Last year, Pennsylvania joined the roster of states under a court ordered by the court to get their school funding house in order. In 2021, a North Carolina judge ordered the state to fix funding inequity with $1,75 billion of additional monies. In 2012, the court ruled that Washington was not adequately funding its schools. Other states have faced similar court challenges to their school funding, some successful and some not.
But even when these lawsuits succeed, legislatures can have a long and difficult time meeting the court demands. Finding the political will to meet the requirements over decades can be challenging.
An early landmark case of this sort was Claremont School District v. Governor of News Hampshire. The case bounced around the courts for most of the 90s until the court finally declared that the state’s funding system was unconstitutional, leaving poorer districts struggling with inadequate funding. Ruled the court:
While the State may delegate its obligation to provide a constitutionally adequate public education to local school districts, it may not do so in a form underscored by unreasonable and inequitable tax burdens.
Thirty years after the case was launched, the state failed to fix the system, with the results so unsatisfactory that New Hampshire’s school funding was declared unconstitutional again last year.
That second ruling came from Contoocook Valley School District v. The State of New Hampshire, and the State Supreme Court has issued a stay based on the argument that the $537,6 million price tag would cause the state to “suffer irreparable harm.”
Contoocook has been appealed, and in an amicus brief filed with the State Supreme Court, Republican legislators have proposed a simple solution—throw out the original Claremont decision.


## What to do
Filter these entries down to the lines that hold the word "border", and show each of them.

- - -

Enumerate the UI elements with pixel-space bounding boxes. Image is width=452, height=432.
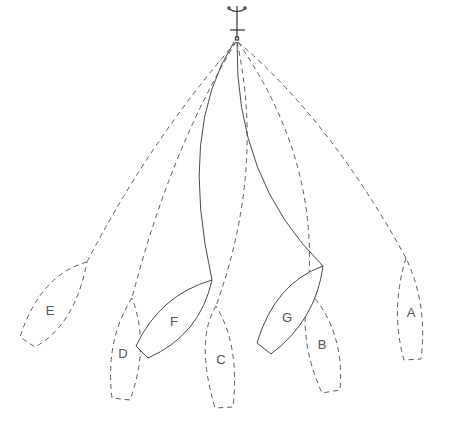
boat-D: D	[111, 298, 141, 400]
rode-B	[238, 42, 310, 290]
rode-D	[132, 42, 236, 298]
boat-D-label: D	[118, 346, 127, 361]
boat-E: E	[20, 262, 87, 347]
boat-F-label: F	[170, 314, 178, 329]
rode-C	[216, 42, 247, 306]
boat-C: C	[205, 306, 234, 408]
anchoring-diagram: E D C B A F G	[0, 0, 452, 432]
boat-E-label: E	[46, 303, 55, 318]
boat-A: A	[397, 258, 422, 360]
rode-G	[237, 42, 323, 266]
boat-F: F	[136, 280, 212, 358]
boat-C-label: C	[216, 352, 225, 367]
rode-E	[87, 42, 236, 262]
boat-B-label: B	[318, 337, 327, 352]
boat-A-label: A	[407, 305, 416, 320]
anchor-icon	[228, 6, 246, 40]
rodes	[87, 42, 406, 306]
boat-G: G	[257, 266, 323, 354]
boat-G-label: G	[282, 310, 292, 325]
rode-F	[199, 42, 234, 280]
rode-A	[238, 42, 406, 258]
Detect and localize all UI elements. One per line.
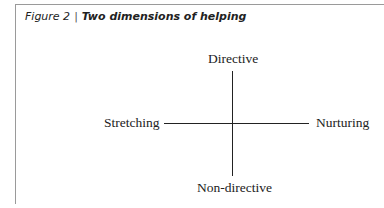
label-stretching: Stretching — [104, 115, 160, 131]
frame-left-border — [15, 4, 16, 204]
label-nurturing: Nurturing — [316, 115, 369, 131]
label-directive: Directive — [208, 51, 258, 67]
horizontal-axis — [164, 123, 309, 124]
frame-top-border — [15, 4, 384, 5]
figure-title: Two dimensions of helping — [82, 10, 247, 23]
figure-number: Figure 2 — [25, 10, 70, 23]
label-non-directive: Non-directive — [197, 180, 272, 196]
caption-separator: | — [74, 10, 78, 23]
figure-caption: Figure 2|Two dimensions of helping — [25, 10, 246, 23]
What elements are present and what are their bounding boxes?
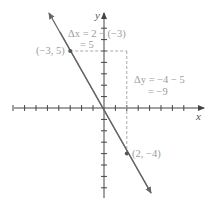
delta-y-label-1: Δy = −4 − 5 bbox=[134, 74, 185, 85]
y-axis-label: y bbox=[95, 9, 100, 21]
point-2-neg4 bbox=[125, 152, 129, 156]
point-label-neg3-5: (−3, 5) bbox=[36, 45, 65, 56]
delta-x-label-2: = 5 bbox=[80, 39, 94, 50]
point-label-2-neg4: (2, −4) bbox=[132, 148, 161, 159]
point-neg3-5 bbox=[68, 49, 72, 53]
coordinate-plane: y x (−3, 5) (2, −4) Δx = 2 − (−3) = 5 Δy… bbox=[0, 0, 218, 212]
delta-x-label-1: Δx = 2 − (−3) bbox=[68, 28, 126, 39]
delta-y-label-2: = −9 bbox=[148, 86, 168, 97]
x-axis bbox=[13, 105, 204, 111]
x-axis-label: x bbox=[196, 110, 201, 122]
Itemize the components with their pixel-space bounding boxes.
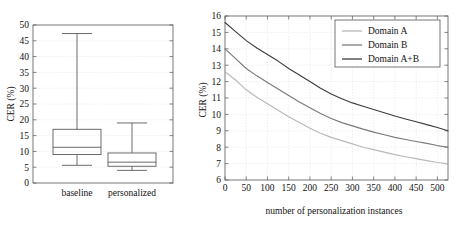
x-tick-label: 0 — [223, 183, 228, 193]
x-tick-label: 50 — [241, 183, 251, 193]
lineplot-y-tick-labels: 678910111213141516 — [212, 11, 222, 185]
box-iqr — [53, 129, 101, 154]
y-tick-label: 7 — [216, 159, 221, 169]
y-tick-label: 35 — [20, 68, 30, 78]
y-tick-label: 25 — [20, 99, 30, 109]
boxplot-y-axis-label: CER (%) — [6, 86, 17, 121]
y-tick-label: 15 — [20, 131, 30, 141]
boxplot-svg: 05101520253035404550 baselinepersonalize… — [0, 0, 196, 225]
series-curve — [225, 72, 448, 164]
y-tick-label: 9 — [216, 126, 221, 136]
legend-label-2: Domain B — [368, 40, 407, 50]
boxplot-y-tick-labels: 05101520253035404550 — [20, 20, 30, 188]
legend-label-3: Domain A+B — [368, 54, 419, 64]
y-tick-label: 0 — [24, 178, 29, 188]
x-tick-label: 500 — [430, 183, 445, 193]
y-tick-label: 40 — [20, 52, 30, 62]
lineplot-panel: 678910111213141516 050100150200250300350… — [196, 0, 459, 225]
boxplot-boxes — [53, 34, 156, 171]
x-tick-label: 300 — [345, 183, 360, 193]
lineplot-y-axis-label: CER (%) — [198, 82, 209, 117]
x-tick-label: 400 — [388, 183, 403, 193]
cer-figure: 05101520253035404550 baselinepersonalize… — [0, 0, 459, 225]
y-tick-label: 12 — [212, 77, 222, 87]
y-tick-label: 14 — [212, 44, 222, 54]
y-tick-label: 10 — [212, 110, 222, 120]
boxplot-panel: 05101520253035404550 baselinepersonalize… — [0, 0, 196, 225]
legend-label-1: Domain A — [368, 26, 407, 36]
y-tick-label: 45 — [20, 36, 30, 46]
boxplot-gridlines — [34, 41, 173, 167]
x-tick-label: 350 — [367, 183, 382, 193]
x-tick-label: 200 — [303, 183, 318, 193]
y-tick-label: 13 — [212, 61, 222, 71]
x-tick-label: 100 — [260, 183, 275, 193]
y-tick-label: 50 — [20, 20, 30, 30]
y-tick-label: 11 — [212, 93, 221, 103]
x-tick-label: 250 — [324, 183, 339, 193]
x-tick-label: 450 — [409, 183, 424, 193]
lineplot-x-tick-labels: 050100150200250300350400450500 — [223, 183, 445, 193]
lineplot-svg: 678910111213141516 050100150200250300350… — [196, 0, 459, 225]
category-label: personalized — [108, 188, 156, 198]
y-tick-label: 20 — [20, 115, 30, 125]
x-tick-label: 150 — [282, 183, 297, 193]
y-tick-label: 15 — [212, 28, 222, 38]
box-iqr — [108, 153, 156, 166]
lineplot-x-axis-label: number of personalization instances — [266, 206, 403, 216]
y-tick-label: 6 — [216, 175, 221, 185]
y-tick-label: 10 — [20, 147, 30, 157]
y-tick-label: 16 — [212, 11, 222, 21]
y-tick-label: 5 — [24, 163, 29, 173]
lineplot-legend: Domain ADomain BDomain A+B — [335, 20, 440, 67]
y-tick-label: 30 — [20, 84, 30, 94]
boxplot-category-labels: baselinepersonalized — [61, 188, 156, 198]
y-tick-label: 8 — [216, 143, 221, 153]
category-label: baseline — [61, 188, 92, 198]
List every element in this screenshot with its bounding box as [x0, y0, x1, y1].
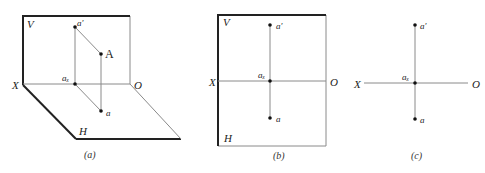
projector-ax-a [75, 84, 101, 111]
label-v-plane: V [223, 16, 231, 28]
label-x: X [208, 76, 217, 88]
label-a-prime: a′ [276, 21, 284, 31]
point-ax [73, 82, 77, 86]
panel-c: X O a′ aₓ a (c) [353, 21, 480, 162]
label-a-prime: a′ [77, 18, 85, 28]
label-ax: aₓ [62, 73, 70, 83]
label-a: a [276, 114, 281, 124]
h-plane-right-edge [130, 84, 181, 139]
label-h-plane: H [223, 132, 233, 144]
panel-b: V X O a′ aₓ a H (b) [208, 14, 338, 162]
panel-a: V X O a′ A aₓ a H (a) [11, 15, 181, 161]
point-a [268, 116, 272, 120]
point-a-prime [268, 23, 272, 27]
caption-b: (b) [273, 150, 285, 162]
caption-a: (a) [84, 149, 96, 161]
point-a [99, 109, 103, 113]
projection-figure: V X O a′ A aₓ a H (a) V X O a′ aₓ a H (b… [0, 0, 485, 173]
label-x: X [11, 79, 20, 91]
caption-c: (c) [411, 150, 423, 162]
point-a-prime [413, 23, 417, 27]
label-a: a [420, 115, 425, 125]
projector-a-prime-A [75, 27, 101, 54]
label-x: X [353, 78, 362, 90]
label-ax: aₓ [402, 72, 410, 82]
point-ax [268, 79, 272, 83]
label-o: O [134, 79, 142, 91]
label-A: A [105, 47, 114, 61]
label-ax: aₓ [258, 70, 266, 80]
label-o: O [330, 76, 338, 88]
label-a: a [106, 108, 111, 118]
label-o: O [472, 78, 480, 90]
h-plane-left-edge [23, 85, 76, 139]
point-a [413, 117, 417, 121]
label-a-prime: a′ [420, 21, 428, 31]
point-ax [413, 81, 417, 85]
label-h-plane: H [78, 125, 88, 137]
point-A [99, 52, 103, 56]
label-v-plane: V [27, 18, 35, 30]
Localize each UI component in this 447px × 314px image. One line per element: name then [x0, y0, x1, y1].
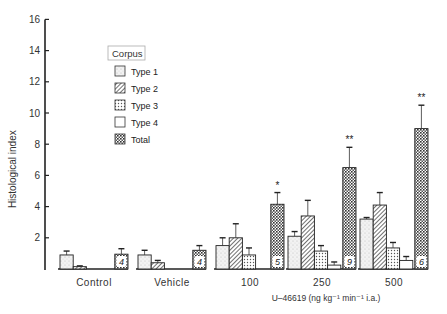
n-label: 4: [119, 257, 124, 267]
y-tick-label: 6: [34, 170, 40, 181]
legend-label: Type 3: [131, 101, 158, 111]
legend-swatch-total: [115, 134, 125, 144]
x-category-label: 500: [385, 277, 403, 288]
y-tick-label: 14: [29, 45, 41, 56]
bar-type-3: [242, 255, 255, 269]
bar-type-2: [151, 263, 164, 269]
n-label: 4: [197, 257, 202, 267]
bar-type-2: [229, 238, 242, 269]
legend-label: Type 4: [131, 118, 158, 128]
bar-type-1: [288, 236, 301, 269]
legend-swatch-type-4: [115, 117, 125, 127]
n-label: 9: [347, 257, 352, 267]
y-tick-label: 8: [34, 139, 40, 150]
significance-marker: *: [275, 180, 279, 191]
bar-group-vehicle: 4: [138, 246, 206, 269]
y-tick-label: 10: [29, 108, 41, 119]
y-tick-label: 2: [34, 232, 40, 243]
y-tick-label: 12: [29, 76, 41, 87]
x-category-label: Control: [76, 277, 112, 288]
bar-type-2: [301, 216, 314, 269]
legend-label: Type 1: [131, 67, 158, 77]
bar-type-3: [314, 251, 327, 269]
bar-type-1: [138, 255, 151, 269]
bar-total: [343, 168, 356, 269]
bar-type-1: [216, 246, 229, 269]
bar-type-1: [360, 219, 373, 269]
bar-type-2: [373, 205, 386, 269]
bar-type-3: [386, 248, 399, 269]
n-label: 6: [419, 257, 424, 267]
legend-title: Corpus: [112, 48, 143, 59]
bar-group-100: 5*: [216, 180, 284, 269]
bar-group-500: 6**: [360, 92, 428, 269]
x-axis-title: U–46619 (ng kg⁻¹ min⁻¹ i.a.): [272, 293, 381, 303]
bar-group-control: 4: [60, 249, 128, 269]
bar-chart: 246810121416Histological index 4Control4…: [0, 0, 447, 314]
legend-swatch-type-3: [115, 100, 125, 110]
y-tick-label: 16: [29, 14, 41, 25]
x-category-label: Vehicle: [154, 277, 190, 288]
bar-type-1: [60, 255, 73, 269]
significance-marker: **: [346, 134, 354, 145]
significance-marker: **: [418, 92, 426, 103]
y-axis-title: Histological index: [7, 130, 18, 208]
bar-type-2: [73, 267, 86, 269]
legend: CorpusType 1Type 2Type 3Type 4Total: [108, 46, 158, 145]
bar-total: [415, 129, 428, 269]
x-category-label: 250: [313, 277, 331, 288]
x-category-label: 100: [241, 277, 259, 288]
y-tick-label: 4: [34, 201, 40, 212]
legend-swatch-type-1: [115, 66, 125, 76]
legend-swatch-type-2: [115, 83, 125, 93]
bar-group-250: 9**: [288, 134, 356, 269]
legend-label: Total: [131, 135, 150, 145]
bar-type-4: [400, 260, 413, 269]
legend-label: Type 2: [131, 84, 158, 94]
bar-type-4: [328, 265, 341, 269]
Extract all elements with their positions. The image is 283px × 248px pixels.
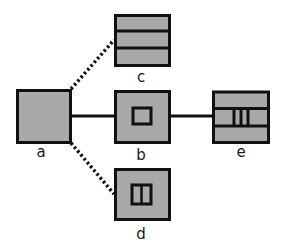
node-a-box xyxy=(18,91,71,143)
node-d[interactable] xyxy=(116,170,170,220)
diagram-canvas xyxy=(0,0,283,248)
node-b[interactable] xyxy=(116,92,170,143)
node-c-box xyxy=(116,16,170,66)
edge-a-d-dotted xyxy=(71,143,114,194)
label-a: a xyxy=(31,145,51,160)
node-e[interactable] xyxy=(214,92,269,143)
node-a[interactable] xyxy=(18,91,71,143)
label-e: e xyxy=(231,145,251,160)
label-d: d xyxy=(131,227,151,242)
edge-a-c-dotted xyxy=(71,40,114,89)
label-b: b xyxy=(131,148,151,163)
label-c: c xyxy=(131,70,151,85)
node-c[interactable] xyxy=(116,16,170,66)
node-b-inner-square xyxy=(133,108,151,124)
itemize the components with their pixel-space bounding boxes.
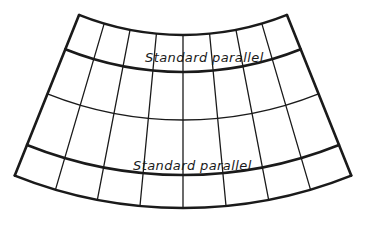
standard-parallel-label-upper: Standard parallel — [145, 50, 264, 65]
meridians-group — [15, 15, 351, 208]
conic-projection-diagram: Standard parallel Standard parallel — [0, 0, 367, 225]
meridian-line — [262, 24, 311, 190]
standard-parallel-label-lower: Standard parallel — [133, 158, 252, 173]
border-parallel-line — [79, 15, 287, 35]
meridian-line — [55, 24, 104, 190]
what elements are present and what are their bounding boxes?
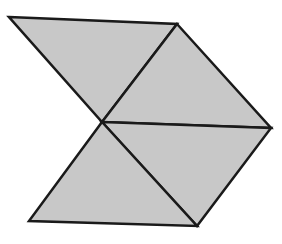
triangle-tessellation-figure [0,0,282,244]
triangles-group [9,17,271,226]
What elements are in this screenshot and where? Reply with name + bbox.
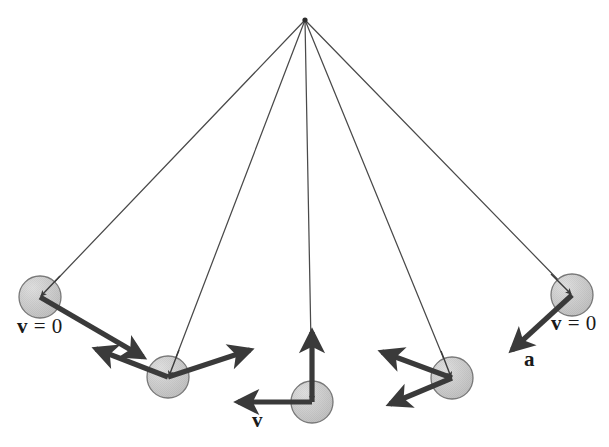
pendulum-diagram: v = 0 v v = 0 a xyxy=(0,0,609,447)
label-v-symbol-right: v xyxy=(551,311,562,335)
string-group xyxy=(44,20,569,398)
pivot-point xyxy=(302,17,307,22)
label-v-equals-zero-right: v = 0 xyxy=(551,313,597,334)
label-v-bottom: v xyxy=(252,410,263,431)
label-v-symbol-bottom: v xyxy=(252,408,263,432)
label-a-right: a xyxy=(524,349,535,370)
label-equals-right: = xyxy=(562,311,586,335)
string-to-bob-2 xyxy=(170,20,305,373)
label-zero-right: 0 xyxy=(586,311,597,335)
label-equals-left: = xyxy=(28,314,52,338)
label-zero-left: 0 xyxy=(52,314,63,338)
label-v-equals-zero-left: v = 0 xyxy=(17,316,63,337)
string-to-bob-1 xyxy=(44,20,305,293)
string-to-bob-4 xyxy=(305,20,450,374)
label-a-symbol-right: a xyxy=(524,347,535,371)
label-v-symbol-left: v xyxy=(17,314,28,338)
pendulum-svg-canvas xyxy=(0,0,609,447)
string-to-bob-5 xyxy=(305,20,569,291)
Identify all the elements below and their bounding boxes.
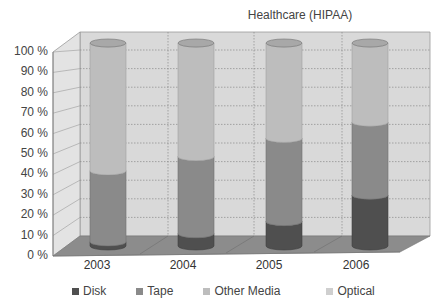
y-tick-label: 40 % xyxy=(0,166,48,180)
bar-segment-tape xyxy=(178,157,214,238)
y-tick-label: 70 % xyxy=(0,105,48,119)
legend-swatch-optical xyxy=(326,288,333,295)
bar-segment-other-media xyxy=(90,43,126,175)
bar-segment-other-media xyxy=(266,43,302,142)
bar-top-cap xyxy=(178,39,214,47)
bar-2003 xyxy=(90,39,126,250)
x-tick-label: 2005 xyxy=(239,258,299,272)
bar-segment-other-media xyxy=(352,43,388,126)
y-tick-label: 20 % xyxy=(0,207,48,221)
legend-label: Optical xyxy=(337,284,374,298)
bar-2006 xyxy=(352,39,388,250)
legend: Disk Tape Other Media Optical xyxy=(72,284,405,298)
x-tick-label: 2003 xyxy=(67,258,127,272)
legend-label: Other Media xyxy=(214,284,280,298)
bar-top-cap xyxy=(266,39,302,47)
bar-2005 xyxy=(266,39,302,250)
bar-top-cap xyxy=(90,39,126,47)
y-tick-label: 80 % xyxy=(0,85,48,99)
x-tick-label: 2006 xyxy=(326,258,386,272)
bar-segment-disk xyxy=(352,195,388,250)
y-tick-label: 60 % xyxy=(0,126,48,140)
legend-swatch-tape xyxy=(136,288,143,295)
legend-item-disk: Disk xyxy=(72,284,106,298)
bar-segment-tape xyxy=(266,138,302,225)
legend-swatch-disk xyxy=(72,288,79,295)
bar-segment-tape xyxy=(352,122,388,199)
y-tick-label: 30 % xyxy=(0,187,48,201)
legend-label: Disk xyxy=(83,284,106,298)
legend-item-other-media: Other Media xyxy=(203,284,280,298)
y-tick-label: 0 % xyxy=(0,248,48,262)
legend-swatch-other-media xyxy=(203,288,210,295)
x-tick-label: 2004 xyxy=(153,258,213,272)
bar-top-cap xyxy=(352,39,388,47)
bar-2004 xyxy=(178,39,214,250)
bar-segment-tape xyxy=(90,171,126,246)
y-tick-label: 100 % xyxy=(0,44,48,58)
side-wall xyxy=(53,32,80,256)
legend-item-tape: Tape xyxy=(136,284,173,298)
legend-item-optical: Optical xyxy=(326,284,374,298)
legend-label: Tape xyxy=(147,284,173,298)
y-tick-label: 10 % xyxy=(0,228,48,242)
y-tick-label: 50 % xyxy=(0,146,48,160)
y-tick-label: 90 % xyxy=(0,64,48,78)
bar-segment-other-media xyxy=(178,43,214,161)
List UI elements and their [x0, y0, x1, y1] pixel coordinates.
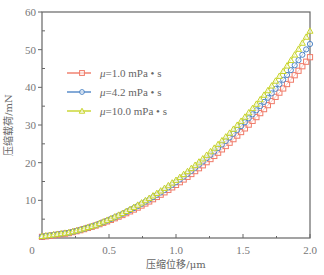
- x-tick-label: 1.0: [169, 244, 183, 256]
- y-tick-label: 20: [25, 157, 37, 169]
- plot-border: [42, 12, 310, 238]
- x-tick-label: 0.5: [102, 244, 116, 256]
- series-triangle: [39, 28, 313, 239]
- legend-item: μ=1.0 mPa • s: [67, 67, 161, 79]
- legend-item: μ=10.0 mPa • s: [67, 105, 167, 117]
- legend: μ=1.0 mPa • sμ=4.2 mPa • sμ=10.0 mPa • s: [67, 67, 167, 117]
- y-tick-label: 50: [25, 44, 37, 56]
- x-tick-label: 2.0: [303, 244, 317, 256]
- y-tick-label: 10: [25, 194, 37, 206]
- x-axis-label: 压缩位移/μm: [146, 258, 206, 270]
- legend-label: μ=10.0 mPa • s: [99, 105, 167, 117]
- chart: 10203040506000.51.01.52.0 μ=1.0 mPa • sμ…: [0, 0, 324, 275]
- plot-frame: [42, 12, 310, 238]
- axis-ticks: 10203040506000.51.01.52.0: [25, 6, 317, 256]
- y-axis-label: 压缩载荷/mN: [2, 94, 14, 156]
- legend-item: μ=4.2 mPa • s: [67, 86, 161, 98]
- y-tick-label: 40: [25, 81, 37, 93]
- series-layer: [39, 28, 313, 240]
- y-tick-label: 60: [25, 6, 37, 18]
- x-tick-label: 1.5: [236, 244, 250, 256]
- x-tick-label: 0: [29, 244, 35, 256]
- legend-label: μ=1.0 mPa • s: [99, 67, 161, 79]
- y-tick-label: 30: [25, 119, 37, 131]
- legend-label: μ=4.2 mPa • s: [99, 86, 161, 98]
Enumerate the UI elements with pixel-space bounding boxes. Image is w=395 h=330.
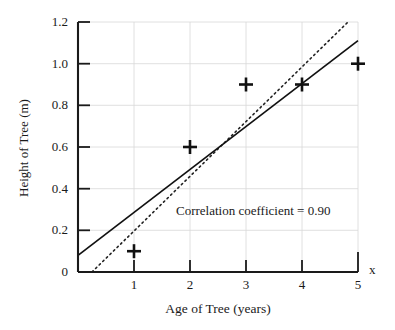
ytick-label-1.2: 1.2: [18, 15, 68, 28]
ytick-label-0: 0: [18, 265, 68, 278]
y-axis-title: Height of Tree (m): [16, 48, 32, 248]
y-axis-ticks: [78, 22, 90, 230]
xtick-label-3: 3: [226, 278, 266, 291]
regression-line-solid: [78, 41, 358, 256]
grid-horizontal: [78, 22, 358, 230]
xtick-label-2: 2: [170, 278, 210, 291]
data-point-1: [127, 244, 141, 258]
xtick-label-5: 5: [338, 278, 378, 291]
data-point-5: [351, 57, 365, 71]
correlation-annotation: Correlation coefficient = 0.90: [176, 203, 330, 219]
data-point-2: [183, 140, 197, 154]
data-point-3: [239, 78, 253, 92]
xtick-label-4: 4: [282, 278, 322, 291]
x-axis-title: Age of Tree (years): [78, 301, 358, 317]
x-axis-letter: x: [369, 262, 376, 278]
xtick-label-1: 1: [114, 278, 154, 291]
chart-figure: 1.2 1.0 0.8 0.6 0.4 0.2 0 1 2 3 4 5 Heig…: [0, 0, 395, 330]
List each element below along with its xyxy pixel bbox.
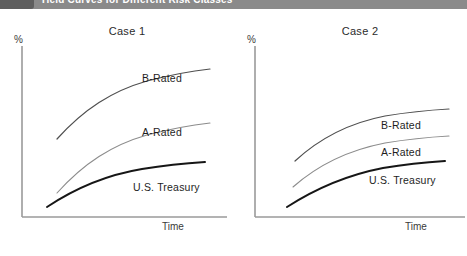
figure-title: Yield Curves for Different Risk Classes bbox=[40, 0, 233, 5]
chart-1-label-us-treasury: U.S. Treasury bbox=[133, 181, 200, 193]
figure-panel: Case 1 % Time B-Rated A-Rated U.S. Treas… bbox=[0, 9, 467, 256]
header-tab-marker bbox=[0, 0, 34, 9]
chart-2-plot bbox=[237, 9, 467, 256]
figure-container: Yield Curves for Different Risk Classes … bbox=[0, 0, 467, 256]
chart-1-plot bbox=[2, 9, 232, 256]
chart-case-1: Case 1 % Time B-Rated A-Rated U.S. Treas… bbox=[2, 9, 232, 256]
chart-2-label-a-rated: A-Rated bbox=[381, 146, 421, 158]
chart-1-label-a-rated: A-Rated bbox=[142, 126, 182, 138]
chart-1-label-b-rated: B-Rated bbox=[142, 72, 182, 84]
chart-case-2: Case 2 % Time B-Rated A-Rated U.S. Treas… bbox=[237, 9, 467, 256]
chart-2-label-us-treasury: U.S. Treasury bbox=[369, 174, 436, 186]
chart-2-label-b-rated: B-Rated bbox=[381, 119, 421, 131]
chart-1-curve-b-rated bbox=[57, 69, 210, 139]
chart-2-curve-b-rated bbox=[295, 109, 449, 161]
header-bar: Yield Curves for Different Risk Classes bbox=[0, 0, 467, 9]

- - -

## Solution to this exercise
frame-left-border — [15, 4, 16, 204]
frame-top-border — [15, 4, 384, 5]
border-parallel-line — [79, 15, 287, 35]
- plot-border: [42, 12, 310, 238]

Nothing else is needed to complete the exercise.